How can Canada do this? Leadership! The CAF have suffered disproportionately from budget reduction efforts. However, given the growth of defence budgets elsewhere in the world, given the dangers faced by the alliance, and given Canada’s unforgiving strategic environment, Ottawa must take a lead in reinvesting in the CAF. Not only will such a reinvestment help to anchor both NATO and the wider the transatlantic strategic relationship, in reality, it will also underpin Canada’s range of security tools with hard-edged military capability.
The NATO 2%-guideline is in fact only a baseline. Canada also needs to continue to reform the CAF into a deep joint force by placing the 2015 Canadian Joint Operation Command right at the core of the CAF force concept. This is precisely what the British did in the November 2015 Strategic Defence and Security Review (SDSR) with the Joint Force Command (JFC).

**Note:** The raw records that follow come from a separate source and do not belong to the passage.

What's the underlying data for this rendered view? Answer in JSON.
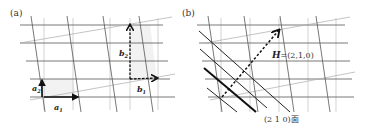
{
  "figure": {
    "panel_a": {
      "label": "(a)",
      "vectors": {
        "a1": "a",
        "a1_sub": "1",
        "a2": "a",
        "a2_sub": "2",
        "b1": "b",
        "b1_sub": "1",
        "b2": "b",
        "b2_sub": "2"
      }
    },
    "panel_b": {
      "label": "(b)",
      "vector_H": "H",
      "vector_H_value": "=(2,1,0)",
      "plane_label": "(2 1 0)面"
    },
    "colors": {
      "lattice_line": "#666666",
      "light_line": "#bbbbbb",
      "bold": "#111111",
      "shade": "#f2f2f2"
    }
  }
}
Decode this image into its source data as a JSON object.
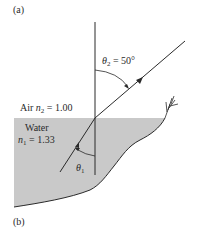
{
  "panel_labels": {
    "a": "(a)",
    "b": "(b)"
  },
  "air": {
    "name": "Air",
    "symbol": "n",
    "subscript": "2",
    "equals": "= 1.00"
  },
  "water": {
    "name": "Water",
    "symbol": "n",
    "subscript": "1",
    "equals": "= 1.33"
  },
  "angles": {
    "refracted": {
      "symbol": "θ",
      "subscript": "2",
      "value": "= 50°"
    },
    "incident": {
      "symbol": "θ",
      "subscript": "1"
    }
  },
  "colors": {
    "water_fill": "#c9c9c9",
    "line": "#2a2a2a",
    "background": "#ffffff"
  }
}
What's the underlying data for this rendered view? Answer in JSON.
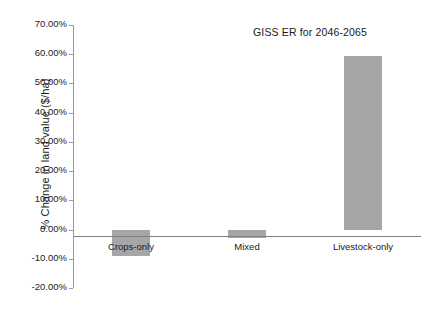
{
  "chart_data": {
    "type": "bar",
    "title": "GISS ER for 2046-2065",
    "xlabel": "",
    "ylabel": "% Change in land value ($/ha)",
    "categories": [
      "Crops-only",
      "Mixed",
      "Livestock-only"
    ],
    "values": [
      -9.0,
      -3.0,
      59.5
    ],
    "value_labels": [
      "-9.00%",
      "-3.00%",
      "59.50%"
    ],
    "series": [
      {
        "name": "GISS ER for 2046-2065",
        "values": [
          -9.0,
          -3.0,
          59.5
        ]
      }
    ],
    "ylim": [
      -20,
      70
    ],
    "ytick_values": [
      70,
      60,
      50,
      40,
      30,
      20,
      10,
      0,
      -10,
      -20
    ],
    "ytick_labels": [
      "70.00%",
      "60.00%",
      "50.00%",
      "40.00%",
      "30.00%",
      "20.00%",
      "10.00%",
      "0.00%",
      "-10.00%",
      "-20.00%"
    ],
    "grid": false,
    "legend": false,
    "legend_position": "none",
    "bar_color": "#a6a6a6",
    "axis_color": "#9a9a9a",
    "zero_line_color": "#808080",
    "background_color": "#ffffff",
    "text_color": "#1a1a1a"
  }
}
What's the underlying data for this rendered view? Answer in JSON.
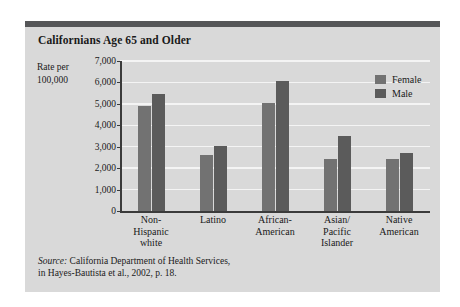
{
  "card": {
    "title": "Californians Age 65 and Older",
    "accent_color": "#555658",
    "background_color": "#d9d9d9"
  },
  "axis_caption": {
    "line1": "Rate per",
    "line2": "100,000"
  },
  "legend": {
    "items": [
      {
        "label": "Female",
        "color": "#727272"
      },
      {
        "label": "Male",
        "color": "#5b5b5b"
      }
    ]
  },
  "source": {
    "prefix": "Source:",
    "line1": " California Department of Health Services,",
    "line2": "in Hayes-Bautista et al., 2002, p. 18."
  },
  "chart_data": {
    "type": "bar",
    "title": "Californians Age 65 and Older",
    "xlabel": "",
    "ylabel": "Rate per 100,000",
    "ylim": [
      0,
      7000
    ],
    "ytick_labels": [
      "7,000",
      "6,000",
      "5,000",
      "4,000",
      "3,000",
      "2,000",
      "1,000",
      "0"
    ],
    "ytick_values": [
      7000,
      6000,
      5000,
      4000,
      3000,
      2000,
      1000,
      0
    ],
    "grid": true,
    "legend_position": "top-right",
    "categories": [
      "Non-\nHispanic\nwhite",
      "Latino",
      "African-\nAmerican",
      "Asian/\nPacific\nIslander",
      "Native\nAmerican"
    ],
    "series": [
      {
        "name": "Female",
        "color": "#727272",
        "values": [
          4900,
          2600,
          5050,
          2450,
          2450
        ]
      },
      {
        "name": "Male",
        "color": "#5b5b5b",
        "values": [
          5450,
          3050,
          6050,
          3480,
          2700
        ]
      }
    ]
  }
}
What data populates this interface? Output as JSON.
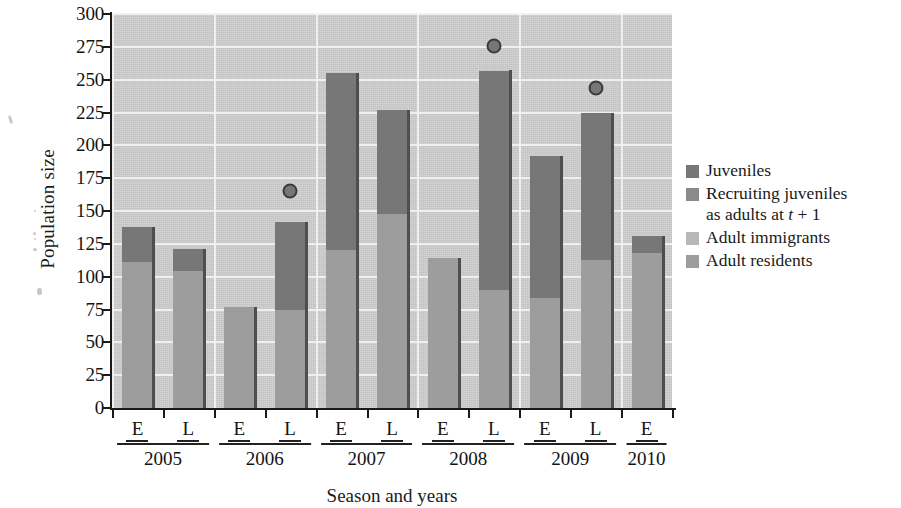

How much will it cost? Over a decade Canada will need to move from spending roughly CDN $18 billion per annum on defence. A graduated increase to 2% GDP would see Canada spending CDN $34 billion by 2025.
Making Canada role in NATO more effective
Respected Canadian academic Alexander Moens writes, “Canada cannot simply go the way of specialization in terms of military capabilities. Even if niche capabilities may be sufficient in very few cases, the bulk of Canadian defence must remain based on broad defence capabilities and a wide range of action.” Canada is a hugely respected member of NATO and the wider international community. However, the CAF are too weak to serve Canada’s vital security and defence interests, for Ottawa to play the full role in the international community to which Canada aspires to play, and to make NATO work. To fill that gap Canada must rely on the strategic largesse of others. Canada must not become a free-rider! It is not the Canadian way!
Professor Julian Lindley-French is Vice-President of the Atlantic Treaty Association in Brussels, Senior Fellow of the Institute for Statecraft in London, Distinguished Visiting Research Fellow, National Defense University in Washington DC, and a Fellow with the Canadian Global Affairs Institute.